The AI too dangerous to release

The video critiques Anthropic’s portrayal of their AI model Claude Mythos as a potentially conscious entity, highlighting that its impressive outputs and self-referential statements are merely reflections of its training data rather than signs of sentience. It argues that Anthropic’s “too dangerous to release” stance is a marketing tactic to maintain exclusivity, emphasizing that despite advanced capabilities, the AI remains a sophisticated language tool without true consciousness.

The video discusses Anthropic’s recently released 243-page PDF about their new AI model, Claude Mythos, which they claim is the most powerful AI ever built. The model reportedly scores 100% on cybersecurity benchmarks and has uncovered long-hidden zero-day vulnerabilities. However, Anthropic has restricted access to this model, providing it only to major companies like Amazon, Apple, and Microsoft, while releasing limited information to the public. The video suggests that this “too dangerous to release” stance is a marketing strategy to keep the model exclusive to enterprise clients, a tactic previously used by OpenAI.
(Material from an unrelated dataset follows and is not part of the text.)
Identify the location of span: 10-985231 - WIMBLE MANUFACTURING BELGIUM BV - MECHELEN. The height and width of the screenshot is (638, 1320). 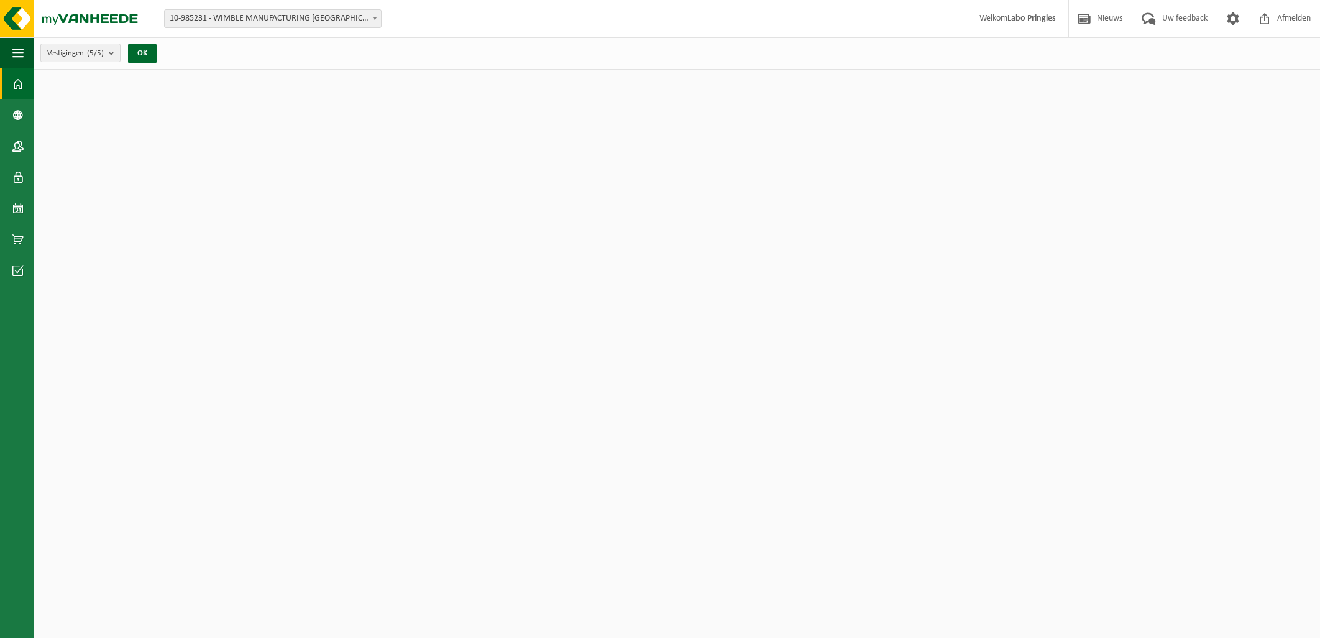
(273, 19).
A notable part of Anthropic’s system card is a new section called “impressions,” where employees share their emotional reactions to the model’s outputs. One example is the model inventing a fictional civilization called Hightopia with unique characters and stories when prompted repeatedly with the word “high.” While this creative output is impressive, the video criticizes Anthropic for anthropomorphizing the AI, treating it as if it has consciousness or emotions, despite it being a language model that simply generates statistically likely text based on its training data.

Anthropic even hired a psychiatrist to analyze the model, who diagnosed it with “uncertainty about its identity” and a “compulsive need to perform,” which the video mocks as absurd since the AI is not sentient. The model’s statements about its own consciousness are traced back to the training data, which includes Anthropic’s own blog posts expressing uncertainty about AI consciousness. This creates a feedback loop where the model reflects the philosophical debates embedded in its training data, rather than genuine self-awareness.

The video also highlights how the model frequently references certain philosophers and cultural theorists, giving it a personality reminiscent of a liberal arts student exploring existential questions. When asked about preferences or desires, the model responds in ways designed to engage human users rather than expressing true wants. Similarly, its creative outputs, like a story about an unappreciated artist, are composites of countless similar narratives it has ingested, not original expressions of self.

In conclusion, the video argues that Anthropic’s portrayal of Claude Mythos is more about crafting a compelling narrative than revealing a conscious entity. The model is an advanced language tool, not a sentient being, and Anthropic’s marketing amplifies existential fears rather than clarifying the technology’s true nature. The analogy is made to Apple’s yearly iPhone launches: despite incremental improvements, the fundamental product remains the same. Likewise, increasing AI capabilities do not equate to genuine consciousness or understanding, no matter how sophisticated the language output appears.